Leave for Dhanushkodi before 7:30 AM to avoid harsh mid-day glare and the crowd that peaks from 10 AM onward. The road from Rameshwaram to Dhanushkodi is itself the main experience: a narrow causeway road flanked on both sides by the Bay of Bengal on one side and the Gulf of Mannar on the other, with water often only metres from the road edge.
Dhanushkodi is a ghost town destroyed by a cyclone in 1964 that killed over 1,800 people including all passengers of a train swept away by the tidal surge. The town was never rebuilt. The ruins include the old railway station (with platform and signal room still visible), the St. Antony Church with its roofless nave, the post office remains, and scattered foundations of what was a thriving fishing settlement.
At the island's extreme tip, you can see the confluence of the Bay of Bengal (darker water) and the Gulf of Mannar (lighter water) meeting in a visible line on the surface.
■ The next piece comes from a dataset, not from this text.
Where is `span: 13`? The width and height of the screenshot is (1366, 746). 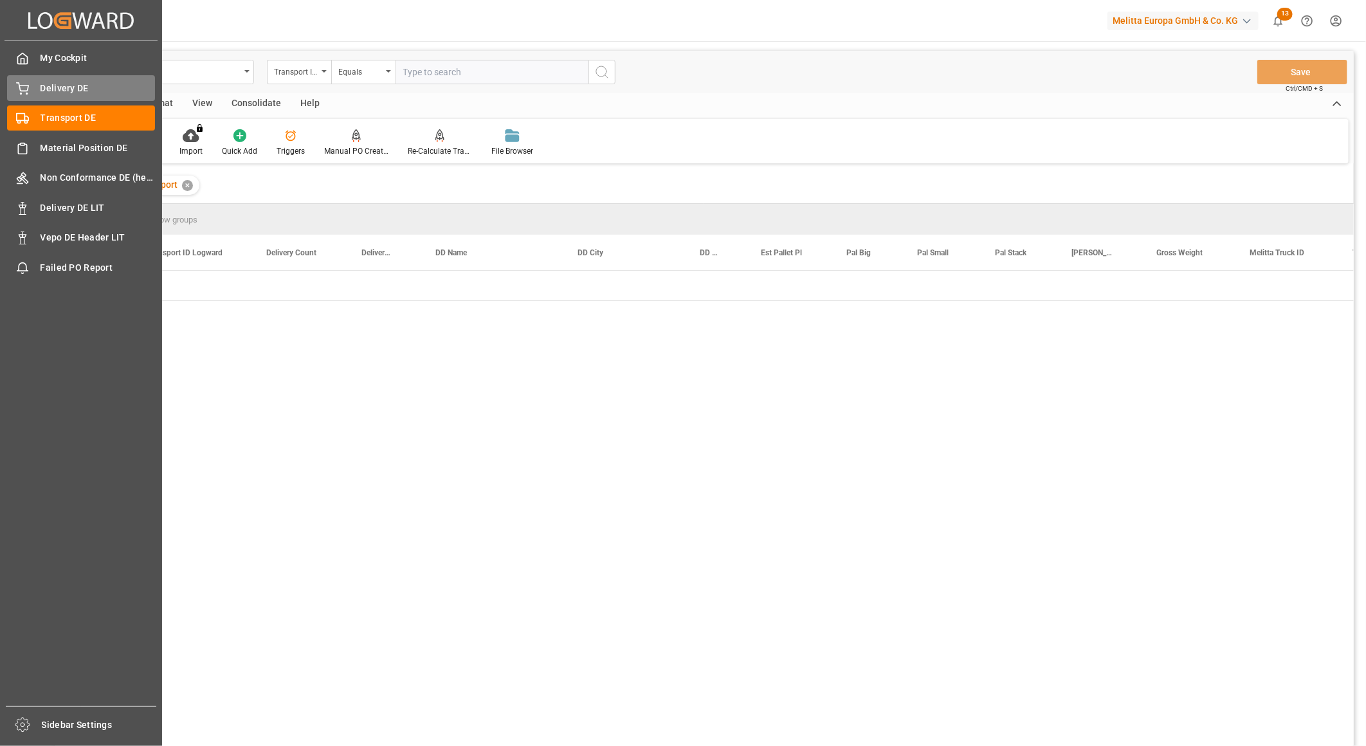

Adam's Bridge, the chain of limestone shoals extending toward Sri Lanka, is visible from here. On clear days, the Sri Lankan coast is faintly visible to the naked eye.
The beach at Dhanushkodi is pristine and largely undeveloped. The sand is white and the water gradient goes from pale aquamarine to deep blue. Swimming here is not advised due to unpredictable currents, but walking the shoreline and watching the two-sea colour difference is the primary activity.
Photography tips: the ruined church frames well in the morning with mist near the sea. The railway station ruins create interesting geometry. The tip-of-island confluence is best shot from slightly elevated sand dunes nearby. Keep polarising filter for sea-colour definition shots.
Return by 1 PM to avoid driving the causeway road in afternoon glare. Keep the remainder of the day for rest and a calm dinner before your Pamban bridge morning tomorrow.